The past is another country

I live in a borderland area. I live right close to the border between Mississauga and Toronto.

Downtown Toronto, where I have lived many years ago, as well as Scarborough, where I have also lived many years ago, is in many respects another country to me.

It has been observed – I most recently came across this concept in a quotation in a book about the history of Nazi Germany, by Richard J. Evans – that the past is also another country. The latter quotation was from a British novelist, which Evans quotes, if I recall correctly, in the preface to the second book in his trilogy about Nazi Germany.

The second book is about the years when the Nazi Party was in power, in the period leading up to the start of the Second World War. I am very impressed with Evans’ work as a historian – again, as I have noted elsewhere at this website.

So, the past is another country, and for me downtown Toronto is another country; it goes without saying that Mississauga is also another country, given that I do not live in Mississauga.

The past is not past

On the whole, I like to think of myself as a “foreign correspondent” – a concept that I have also explored elsewhere at this website.

Some related concepts that come to mind concern still other ways to look at the past.

William Faulkner has noted, in still another quotation that I’ve mentioned at this website, that the past isn’t dead, and it’s not past, either.

So, what do the two quotations, about the past that I refer to, concern?

They concern the fact that the past is a foreign country in the sense that we can only approach the past from the perspective of the present moment. We need to use our imagination to picture situations and mindsets, and a broad range of circumstances, that were different in the past, in contrast to situations and mindsets that exist now.

The reading of fiction, non-fiction, and of texts in the borderland between fiction and non-fiction, all require what?
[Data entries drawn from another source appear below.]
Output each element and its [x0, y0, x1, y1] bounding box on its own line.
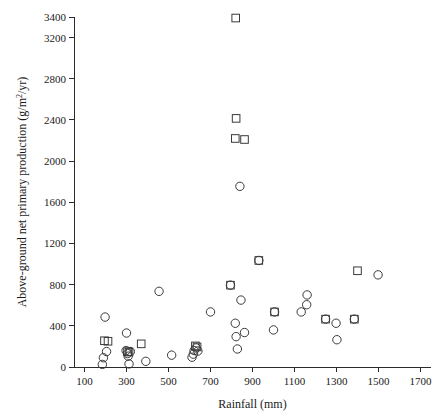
x-tick-label-1100: 1100 — [284, 375, 306, 387]
data-point-circle — [297, 308, 305, 316]
data-point-circle — [155, 287, 163, 295]
data-point-circle — [333, 336, 341, 344]
data-point-circle — [233, 345, 241, 353]
data-point-circle — [374, 271, 382, 279]
x-tick-label-1300: 1300 — [326, 375, 349, 387]
x-tick-label-900: 900 — [244, 375, 261, 387]
data-markers-group — [98, 14, 382, 368]
y-tick-label-0: 0 — [61, 361, 67, 373]
y-tick-label-2400: 2400 — [44, 114, 67, 126]
y-tick-label-2000: 2000 — [44, 155, 67, 167]
x-tick-label-700: 700 — [202, 375, 219, 387]
data-point-circle — [321, 315, 329, 323]
data-point-square — [232, 115, 240, 123]
data-point-square — [354, 267, 362, 275]
y-tick-label-2800: 2800 — [44, 73, 67, 85]
data-point-circle — [237, 296, 245, 304]
data-point-circle — [232, 332, 240, 340]
figure-container: 0400800120016002000240028003200340010030… — [0, 0, 437, 416]
y-tick-label-1200: 1200 — [44, 237, 67, 249]
x-axis-title: Rainfall (mm) — [218, 397, 286, 411]
y-axis-title: Above-ground net primary production (g/m… — [15, 77, 30, 308]
x-tick-label-300: 300 — [118, 375, 135, 387]
data-point-square — [241, 136, 249, 144]
y-tick-label-400: 400 — [50, 320, 67, 332]
data-point-circle — [270, 308, 278, 316]
tick-labels-group: 0400800120016002000240028003200340010030… — [44, 11, 432, 387]
data-point-circle — [101, 313, 109, 321]
x-tick-label-1700: 1700 — [410, 375, 433, 387]
data-point-circle — [206, 308, 214, 316]
data-point-square — [232, 14, 240, 22]
y-tick-label-3200: 3200 — [44, 32, 67, 44]
axes-group — [74, 17, 431, 367]
data-point-circle — [167, 351, 175, 359]
data-point-circle — [231, 319, 239, 327]
data-point-circle — [240, 328, 248, 336]
data-point-circle — [255, 256, 263, 264]
data-point-circle — [302, 301, 310, 309]
ticks-group — [69, 17, 421, 372]
data-point-circle — [226, 281, 234, 289]
x-tick-label-1500: 1500 — [368, 375, 391, 387]
data-point-circle — [350, 315, 358, 323]
data-point-circle — [303, 291, 311, 299]
data-point-square — [231, 135, 239, 143]
data-point-square — [137, 340, 145, 348]
x-tick-label-500: 500 — [160, 375, 177, 387]
x-tick-label-100: 100 — [76, 375, 93, 387]
y-tick-label-3400: 3400 — [44, 11, 67, 23]
scatter-plot: 0400800120016002000240028003200340010030… — [0, 0, 437, 416]
data-point-circle — [236, 182, 244, 190]
y-tick-label-800: 800 — [50, 279, 67, 291]
y-tick-label-1600: 1600 — [44, 196, 67, 208]
data-point-circle — [142, 357, 150, 365]
data-point-circle — [332, 319, 340, 327]
data-point-circle — [122, 329, 130, 337]
data-point-circle — [269, 326, 277, 334]
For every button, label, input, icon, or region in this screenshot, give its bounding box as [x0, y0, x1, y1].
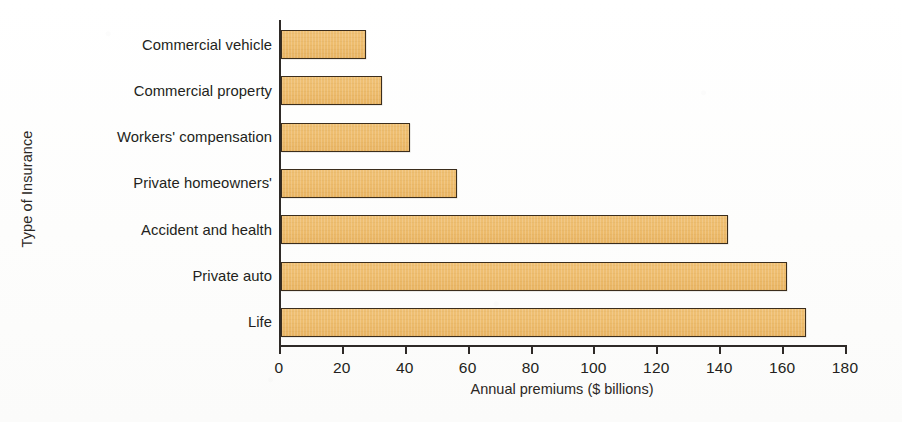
x-tick-20	[342, 345, 344, 354]
bar-commercial-property	[281, 76, 382, 105]
x-tick-40	[405, 345, 407, 354]
plot-area	[279, 20, 845, 345]
x-tick-160	[782, 345, 784, 354]
category-label-4: Accident and health	[40, 222, 272, 238]
bar-private-auto	[281, 262, 787, 291]
x-tick-label-80: 80	[501, 359, 561, 377]
bar-life	[281, 308, 806, 337]
x-tick-label-40: 40	[375, 359, 435, 377]
category-label-5: Private auto	[40, 268, 272, 284]
category-label-0: Commercial vehicle	[40, 37, 272, 53]
x-axis-title: Annual premiums ($ billions)	[279, 381, 845, 397]
x-tick-label-160: 160	[752, 359, 812, 377]
x-tick-140	[719, 345, 721, 354]
bar-accident-and-health	[281, 215, 728, 244]
category-label-1: Commercial property	[40, 83, 272, 99]
category-label-3: Private homeowners'	[40, 175, 272, 191]
x-tick-180	[845, 345, 847, 354]
x-tick-60	[468, 345, 470, 354]
x-axis: 020406080100120140160180	[279, 345, 845, 346]
x-tick-120	[656, 345, 658, 354]
x-tick-label-120: 120	[626, 359, 686, 377]
x-tick-80	[531, 345, 533, 354]
x-tick-0	[279, 345, 281, 354]
category-label-group: Commercial vehicleCommercial propertyWor…	[40, 20, 272, 342]
x-tick-100	[593, 345, 595, 354]
x-tick-label-60: 60	[438, 359, 498, 377]
x-tick-label-140: 140	[689, 359, 749, 377]
x-tick-label-100: 100	[563, 359, 623, 377]
bar-chart-figure: Type of Insurance Commercial vehicleComm…	[0, 0, 902, 422]
bar-workers-compensation	[281, 123, 410, 152]
category-label-6: Life	[40, 314, 272, 330]
bar-commercial-vehicle	[281, 30, 366, 59]
x-tick-label-20: 20	[312, 359, 372, 377]
x-tick-label-0: 0	[249, 359, 309, 377]
x-tick-label-180: 180	[815, 359, 875, 377]
category-label-2: Workers' compensation	[40, 129, 272, 145]
bar-private-homeowners	[281, 169, 457, 198]
x-axis-line	[279, 345, 845, 347]
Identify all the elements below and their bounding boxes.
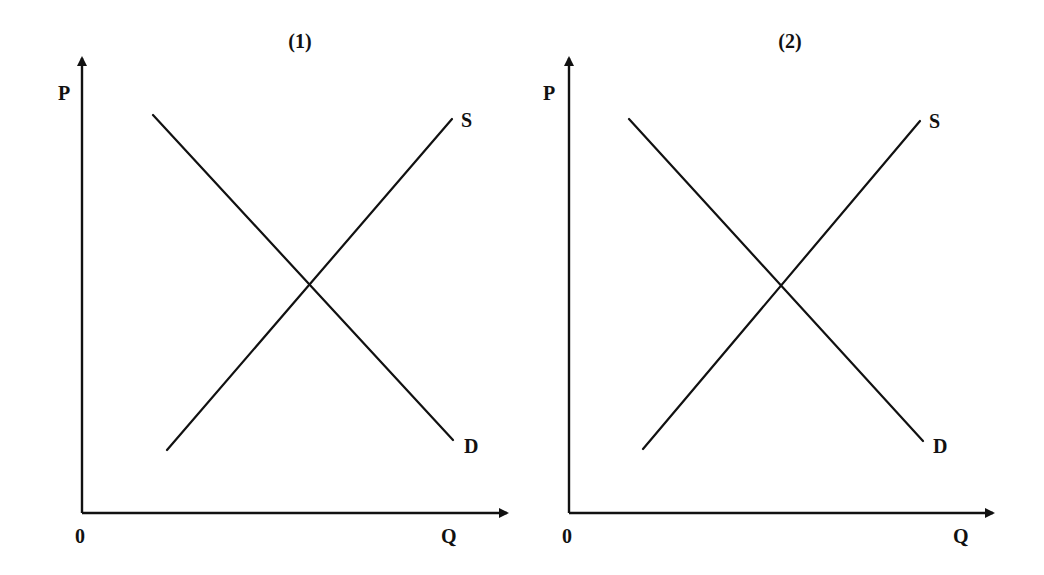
panel-2-origin-label: 0 xyxy=(562,525,572,547)
panel-2: (2) P 0 Q D S xyxy=(543,30,993,547)
panel-2-price-axis-label: P xyxy=(543,82,555,104)
panel-1-quantity-axis-label: Q xyxy=(441,525,457,547)
panel-1-origin-label: 0 xyxy=(75,525,85,547)
panel-2-demand-curve xyxy=(629,119,923,441)
supply-demand-figure: (1) P 0 Q D S (2) P 0 Q D S xyxy=(0,0,1044,575)
panel-2-title: (2) xyxy=(778,30,801,53)
panel-2-quantity-axis-label: Q xyxy=(953,525,969,547)
panel-2-supply-curve xyxy=(643,121,920,449)
panel-1-supply-label: S xyxy=(461,109,472,131)
panel-1-demand-curve xyxy=(153,115,453,440)
panel-1-price-axis-label: P xyxy=(58,82,70,104)
panel-2-supply-label: S xyxy=(929,110,940,132)
panel-2-demand-label: D xyxy=(933,435,947,457)
panel-1-supply-curve xyxy=(167,119,452,450)
panel-1-demand-label: D xyxy=(464,435,478,457)
panel-1: (1) P 0 Q D S xyxy=(58,30,507,547)
panel-1-title: (1) xyxy=(288,30,311,53)
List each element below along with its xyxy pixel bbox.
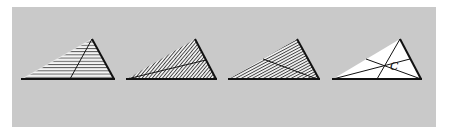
triangle-2 xyxy=(126,39,217,79)
centroid-label: C xyxy=(390,60,399,73)
triangle-3 xyxy=(228,39,320,79)
triangle-4: C xyxy=(332,39,422,79)
triangle-1 xyxy=(21,39,115,79)
triangles-figure: C xyxy=(0,0,449,136)
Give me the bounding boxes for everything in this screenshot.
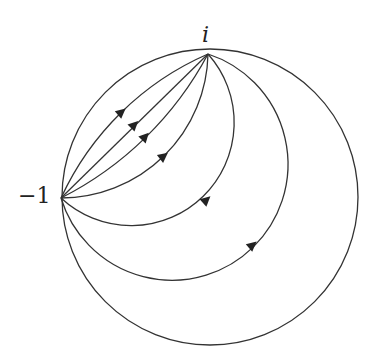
point-label-minus-one: −1 — [18, 183, 50, 208]
arrow-icon — [138, 129, 152, 143]
diagram: i −1 — [0, 0, 368, 359]
arrow-icon — [246, 238, 260, 252]
arcs-figure — [0, 0, 368, 359]
point-label-i: i — [202, 22, 209, 47]
arrow-icon — [200, 193, 214, 207]
arrow-icon — [128, 117, 142, 131]
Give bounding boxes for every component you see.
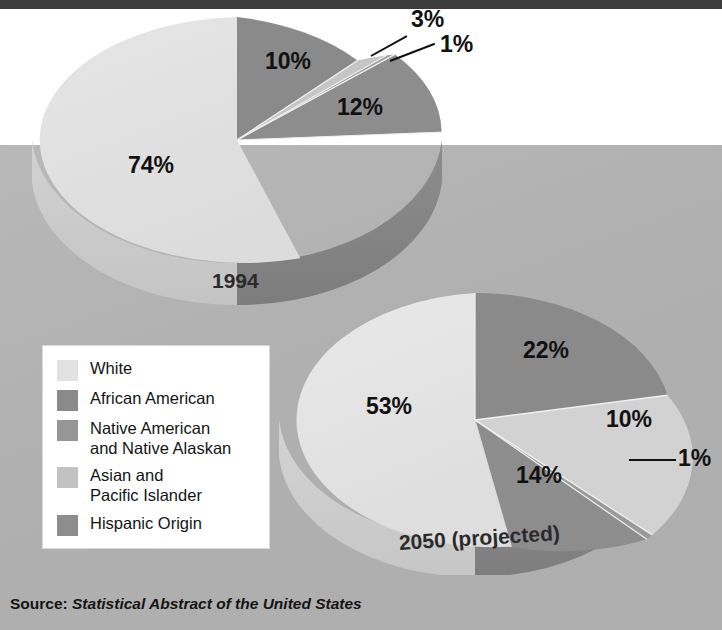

They require the exercise of one’s imagination.

Reading has to do with picturing things that are typically not there (not there, in the sense of being physically in front of us, as we read) but that must, instead, be imagined. Reading is generally about picturing things – imagining things – in our minds.

When we say the past is not dead, and is still with us now, we are saying that what we experience in the present moment is closely connected to how things were set up in the past. I refer to things such as the creation of nation-states, and the outcomes of wars.

Such creations and outcomes happened long ago in the past, but they directly impinge on us even now.

We use imagination to picture the past, and we use imagination to picture the present moment as well.

In the part of Etobicoke where I live, a former mayor achieved great success in getting residents to vote for him. I did not vote for him, but a majority of residents, in the neighbourhoods where I live, voted for him enthusiastically. He appealed to people’s imaginations. He served to channel people’s anger, about a lot of different things – including about “those people in downtown Toronto.”

To vote for such a purpose, one had to be caught up with a carefully crafted, and highly imaginative, approach to the channelling of anger.

One had to imagine that Rob Ford was the person who would set things straight.

My post is coming to an end

Well, enough of that. What else can I write about?

So, I can conclude on this note.

As I have explained previously, Mississauga has a sense of coherence and cohesiveness that Toronto lacks. Toronto as it currently exists is a product of a Province-imposed amalgamation process, which occurred, as I understand, in 1998.

The amalgamation has created a dysfunctional form of civic governance and decision making. How does one get out of such a situation? Will the past stay with us forever?

Mississauga in contrast has not gone through such an externally applied amalgamation process.

You can see the difference, when you watch on YouTube, or attend in person, the Council meetings of the respective municipalities.

In conclusion, I’m pleased I’ve had the opportunity to sit down at my laptop this morning.